A few days ago I got a message from WordPress letting me know I’ve now had 1337 likes on my blog posts. The first thing that came to my mind was to thank everyone who has ever liked a post, I hope you continue to enjoy what I write :). But does everyone using WordPress even know why that number is so significant? Or why WordPress still insists on congratulating us on such an odd number of likes on our blog?
Leet speak was something I first discovered in the early 2000s. I had been on the internet in the 90s but that was only at school and the internet back then wasn’t as big as it is now. It wasn’t until 2001 that we finally had the internet at home and I was welcomed into an amazing new world of information, fun and forums.
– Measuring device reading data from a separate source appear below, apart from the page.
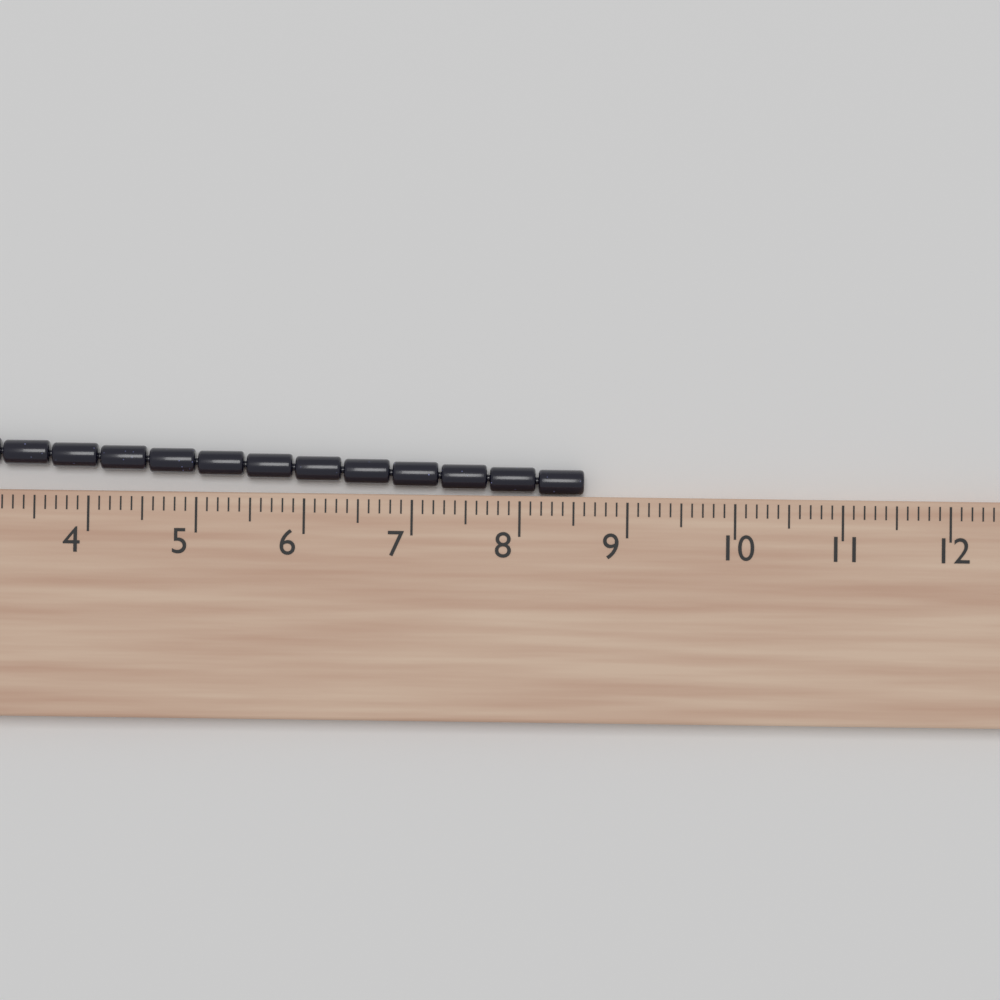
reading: 8.6 cm
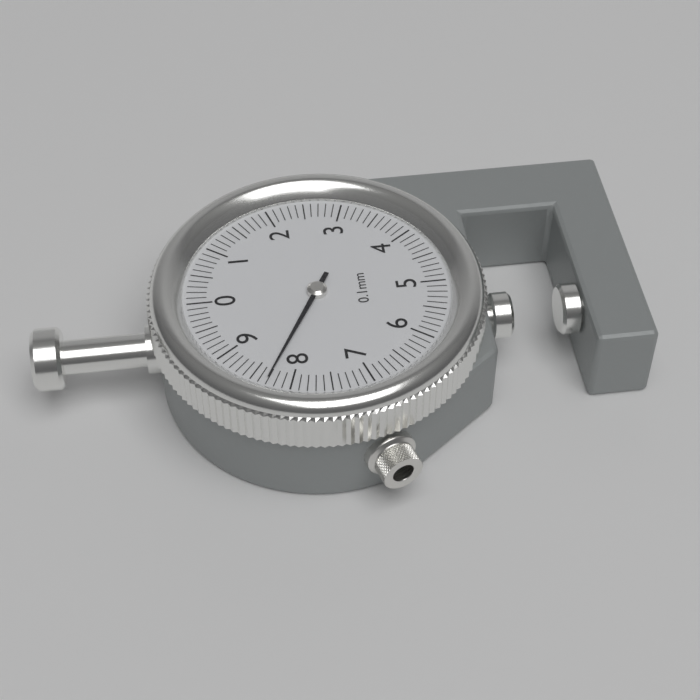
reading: 8.3 mm
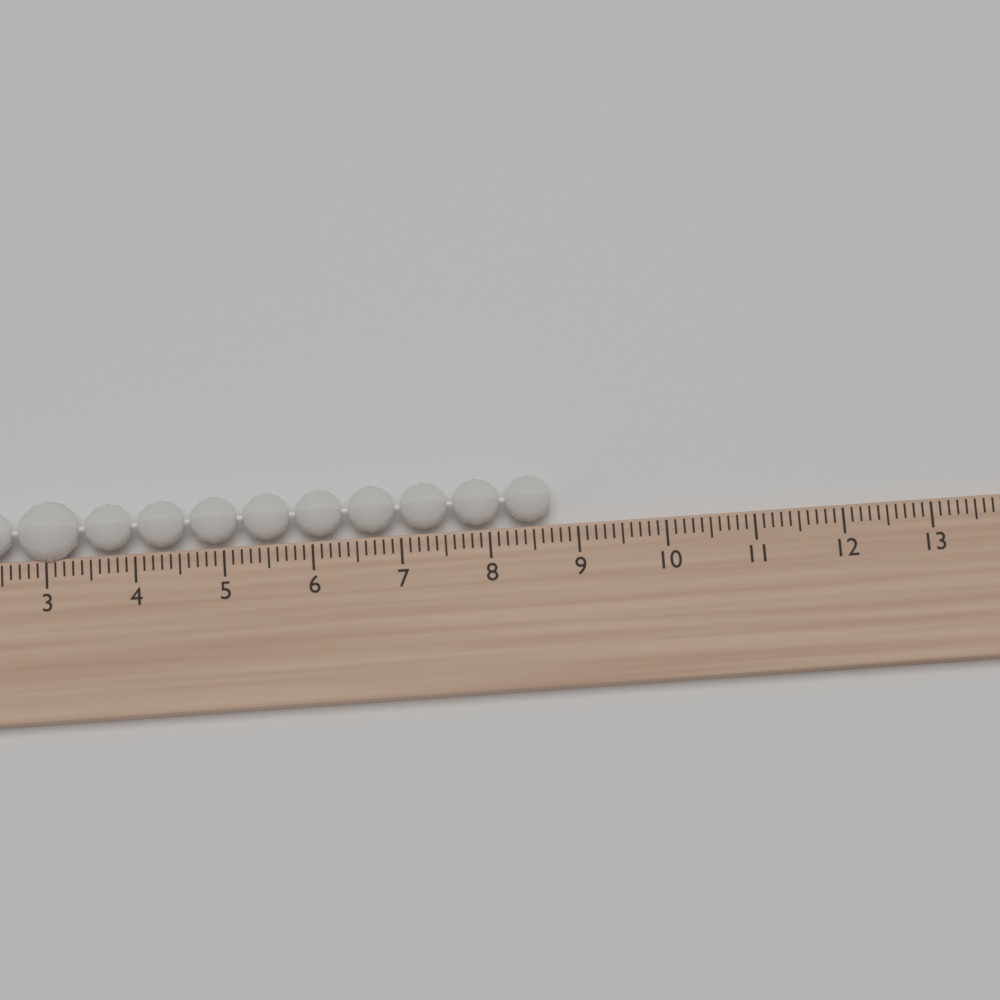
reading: 8.7 (no unit)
Back then I spent a significant amount of free time playing videogames and I wanted to share my love of them online. I found out about forums, places where people could chat to one another about different subjects, and as soon as I joined one discussing The Sims, I was soon checking out all the others on the internet.
L33t Speak?
Once I’d really settled into foruming, even becoming a moderator for a very well-known Sims forum at the time, I discovered another for hardcore gamers. Being a girl (and having an obvious female username at the time) was a bit awkward in a predominantly male area of the internet at the time, but I was determined to not let that stop me getting to know everyone and chatting about the games we loved. But I hit a stumbling block after just a few days, I had no idea what half of the guys were saying.
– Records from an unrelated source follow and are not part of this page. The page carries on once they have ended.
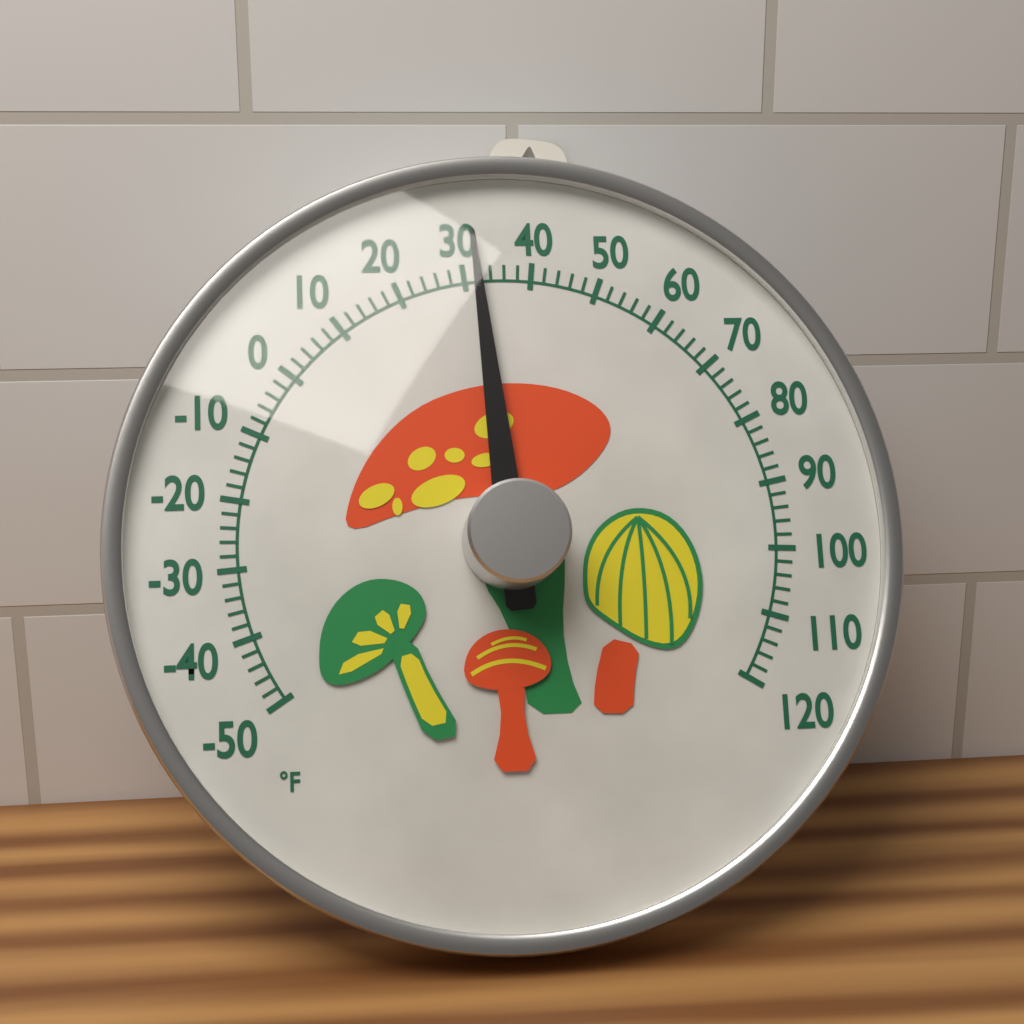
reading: 32 °F
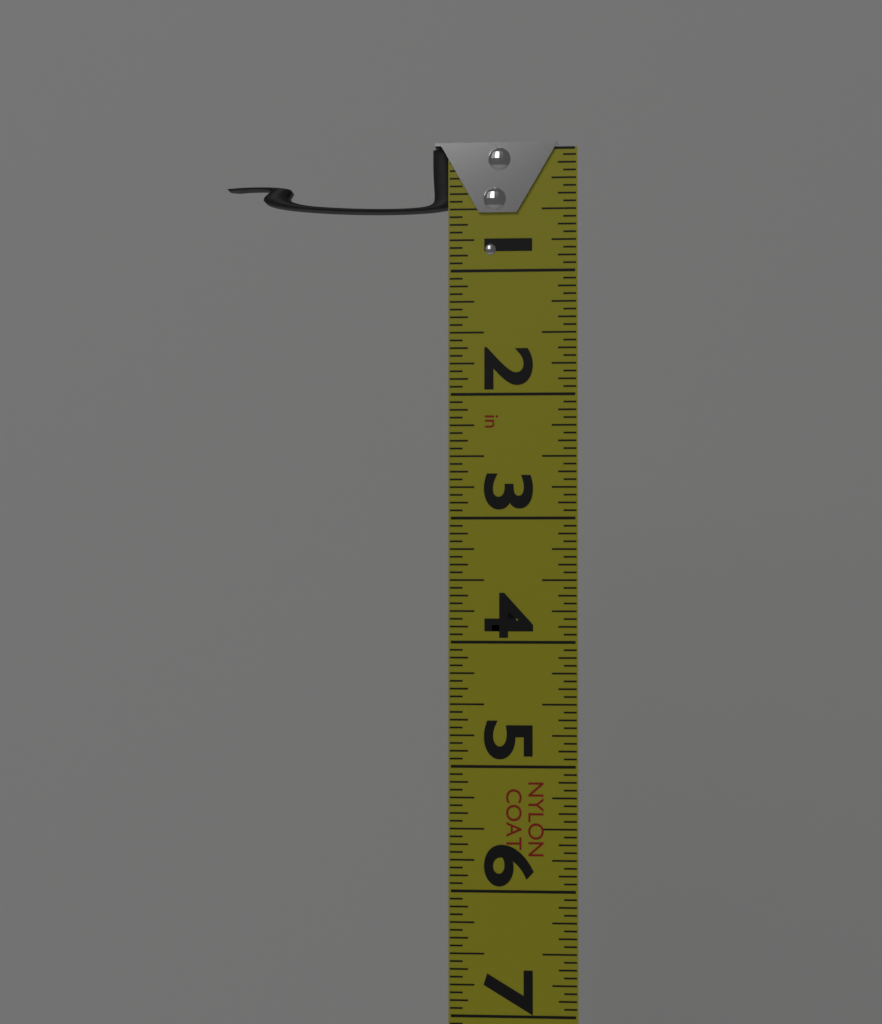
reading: 0.5000 in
Leet Speak, or l33t speak, or 1337 speak, stood for elite speak, and was a way that half of the forum members were communicating. By the early 2000s it wasn’t such a popular way of communicating though and while half the forum users chatting using the language the other half took to insulting them about how stupid it was. It took me a while to work out that much of leet speak was just replacing letters in words with numbers instead. It seemed simple and to me…a little silly
Once I’d learned the basics of leet it became easy to read everyone’s posts. The most obvious letters like E and A were replaced with 3 and 4 respectively. T was a 7 and L was a 1. There were a few more changes to words to make them ‘leet’ but once I’d gotten the hang of it, using and reading it was easy.
Worth it?
While understanding everyone’s new, and supposedly cool, language was fun – I felt like I had been let into some sort of secret club by understand what leet was – the reality of what I’d learned was hugely disappointing. What I had first thought of as ‘cool’ turned out to be silly and my initial instincts which thought of it as silly were true. I started to gravitate towards the conversations and forum members who didn’t care about talking leet.
Everyone who wrote in ‘leet’ seemed to have a massive chip on their shoulder, or wanted to show off how amazing they thought they were. While the boys speaking leet thought they were showing off their brilliance and how they were so much better than us, the rest of the forum goers, the girls and slightly older/more sensible guys knew it was a pathetic show of testosterone!
1337 Today
Leet has lost much of its previous meaning and standing today with a lot of people on WordPress never knowing why the number 1337 is mentioned in a notification. In my own experience leet was never fun or cool but just a barrier to normal online conversation. While it had been an obviously cool way to talk in the past (I guess) especially when you could be a part of an elite group of gamers who were above the others, it just wasn’t fun or cool to use when I started going online. I stopped visiting that forum after only being there about a month, it was too filled with testosterone and I much preferred talking about The Sims with a group of both male and females rather than fighting off unwanted male attention.
Leet never meant much to me in the way it did to others, but when I see a notification that says I have 1337 likes, I can’t help but smile at it. It reminds me of the internet I used to go on, one that, while filled with too many boys showing off their ‘skillz’…it also reminds me of an internet that was filled positivity. A world I used to go on where there wasn’t the dark side of social media (social media didn’t really exist in its current form yet), there wasn’t a lot of fake news, and an online world where I was my own class of elite by being the one person everybody turned to when they wanted advice on The Sims and even on life! I used to be pretty popular back then…at least I think I was 🙂 It was also a time before I began to be debilitated by OCD behaviours and thoughts which would get worse and worse through the coming years. So when I see 1337, even though it’s lost its significance, it will always put a smile on my face 😀
-For more on 1337 speak check out Wikipedia by clicking here.
Did you know what 1337 stood for? Have you ever used l33t speak before? What about other secret codes/languages? Let me know what you think in the comments below 🙂
I had no idea! Thanks for all the information, Cat!